Mickey the Gerund had his fingers two knuckles into the mulch around the tall decorative grasses at the corner of Harold’s main house. He hadn’t been much of a gardener when he was young, but in all those years on the road, driving past miles of wilderness and irrigated pasture and landscaped yards and potted medians, fertilizer and seedlings became part of his fantasy life. He began watching gardening shows on the motel televisions and reading up on shrubs and flowers and trees and grasses and dirt. Since retiring, he spent most of his time about the grounds of the Hands of God church, tending to the lawn and the beds of tulips and the small plot of vegetables. The other members of the church thought he deserved a quiet retirement, and they enjoyed the fresh vegetables and the respectable appearance that Mickey’s labors afforded.

This afternoon at Harold’s, Mickey was sifting through the gardens trying to deduce what brand of plant food Harold used to such great effect in hot weather.

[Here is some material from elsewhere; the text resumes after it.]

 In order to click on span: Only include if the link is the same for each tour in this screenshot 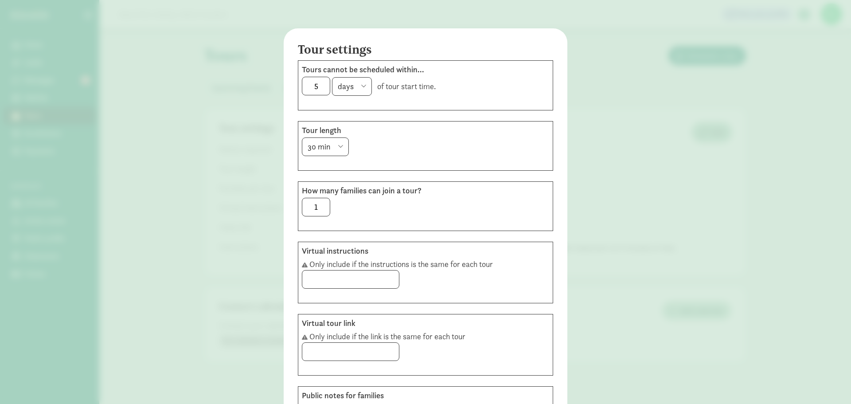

He knew if he asked, Harold wouldn’t know. Harold had a landscaper, no doubt, and the landscaper was hired by Harold’s pretty wife. Mickey was also digging with his hands in order to look occupied. He really didn’t want a bunch of strangers asking him about his days on the road. Mickey may have longed for a garden in those days, but never human contact. He had been a traveling monk, a man alone with God, and he still believed that other people were only obstacles standing between him and the Lord.

“Hey, Mickey!” Harold shouted. “Come here! I want you to meet someone!”

Exhaling, Mickey stood slowly and turned to see what horror Harold had planned for him. An overweight Baptist grandma from Arkansas who’d baked him purple-frosted Jesus cookies? A teenaged HoG wannabe who would burst into tears if his mommy gave him two cross words but who was convinced that it was his destiny to execute gynecologists? Evangelical parents who wanted him to lay his hands on their colicky tot? He’d met all of those just since he’d arrived last night. If this many people knew him by sight, he considered it a miracle he wasn’t sitting on death row.

As he drew closer he saw it was Garner McGill. He knew the man, though they had never met face-to-face. McGill was the anti-cloning generalissimo who cheered the Hands of God from the sidelines but who, despite calling himself a “soldier,” didn’t have the balls to tell his quarter million followers what was really required to be a member of God’s army. You’ll never hear Reverend McGill say you can’t fight evil with petitions and bullhorns, Mickey often said at private meetings back in Ohio. God’s enemies will be defeated at the end of a gun and McGill knows it, but he doesn’t want the rifle in his own hands.

“Have you two met?” Harold asked. “Reverend McGill? Mickey Fanning?”

They shook.

“This is a pleasure, a real pleasure,” McGill said. “Mr. Fanning, I don’t have to tell you how important your personal ministry has been to the cause of righteous men. The Lord smiles upon your work, and He celebrates your sacrifice in the service of your faith.”

Mickey nodded. What a load of crap. “Reverend,” he said. He sat down next to Harold and in his periphery he could see other Soldiers for Christ wandering over. He scooted to his right, hogging the rest of the bench so no one could claim a seat on either side of him.